I guess the biggest issue my husband and I are going to have is how do we raise the baby... because he's Jewish and I'm Protestant and the baby's father is Catholic.
I hope you will love your baby. I hope it will be a boy. That husband of yours, I hope, will always treat you well, because otherwise my specter shall come out of him, like black smoke, like a demented giant, and pull him apart nerve by nerve. ... I am thinking of aurochs and angels, the secret of durable pigments, prophetic sonnets, the refuge of art. And this is the only immortality you and I may share, my Lolita.
You get into moods - like, if somebody does something to you, then you're angry for maybe 30 seconds, or maybe 30 years. I was always interested in capturing those awful, unflattering things that everybody goes through - those hot moments, captured in ice.
I hope you all find yourselves sleeping with someone you love, maybe not all of the time, but a lot of the time. The touch of a foot in the night is sincere. I hope you like your work, I hope there’s mystery and poetry in your life — not even poems, but patterns. I hope you can see them. Often these patterns will wake you up, and you will know that you are alive, again and again.
I would hope that maybe math teachers could use 'Prime Baby' as a way of establishing an emotional connection between students and numbers.
I hope that people take away hope, maybe not in an obvious sense, but in the form of hearing somebody who's genuinely fighting to stay above water. And in that fight, there's hope. In that fight, maybe there's positivity.

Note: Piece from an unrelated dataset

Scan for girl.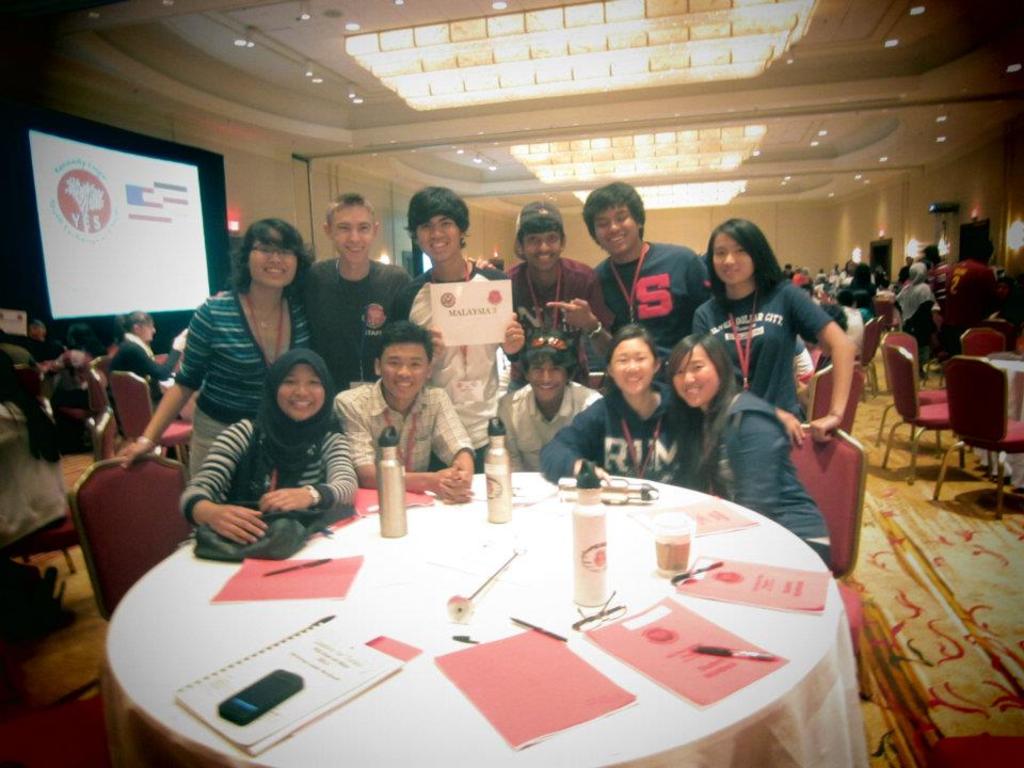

My husband gets up at around 5.30 A.M., so I'll tuck him in around 9.30 P.M. or 10 P.M., and then I'll go and lie down on the couch with a book and my two dachshunds.
When my husband Edgar and I were courting, he said he couldn't wait to have a baby. It was only after we were married that he changed his mind and decided that I should have the baby.

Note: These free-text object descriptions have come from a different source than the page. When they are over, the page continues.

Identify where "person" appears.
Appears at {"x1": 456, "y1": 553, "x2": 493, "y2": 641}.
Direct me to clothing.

I feel there's so much pressure, especially for women, to declare what their life's going to be and what their career is, and are you married yet? Are you single? But you're 30. And girlfriends are so important. You can have a boyfriend or husband when you're 30, but you still need your girlfriends.

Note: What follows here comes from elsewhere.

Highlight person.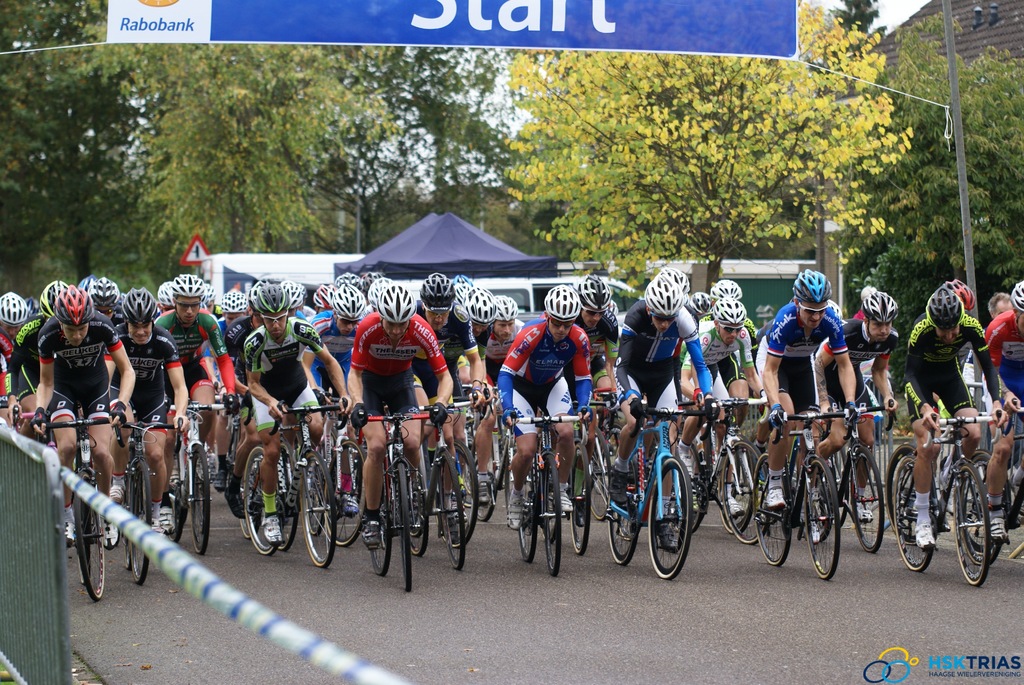
Highlighted region: detection(500, 285, 593, 526).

I was a very lame skinhead. I had to be in by 8:30 P. M., so I used to pretend that I had a baby sister I had to go home and baby-sit.
Every time you give a parent a sense of success or of empowerment, you're offering it to the baby indirectly. Because every time a parent looks at that baby and says 'Oh, you're so wonderful,' that baby just bursts with feeling good about themselves.
In Hollywood, whenever you do anything, it seems like there's going to be 30 of them. When I did 'Look Who's Talking,' people went: 'Oh but there's going to be this baby movie and that baby movie.' I can't worry about that. I can only do what I want to do.
The first time I heard 'Baby Federer,' I was maybe 16. After that, it sort of took off.
Such an experiment without actual conditions of war to support it is a foolish waste of time. . . . I once saw a man kill a lion with a 30-30 caliber rifle under certain conditions, but that doesn't mean that a 30-30 rifle is a lion gun.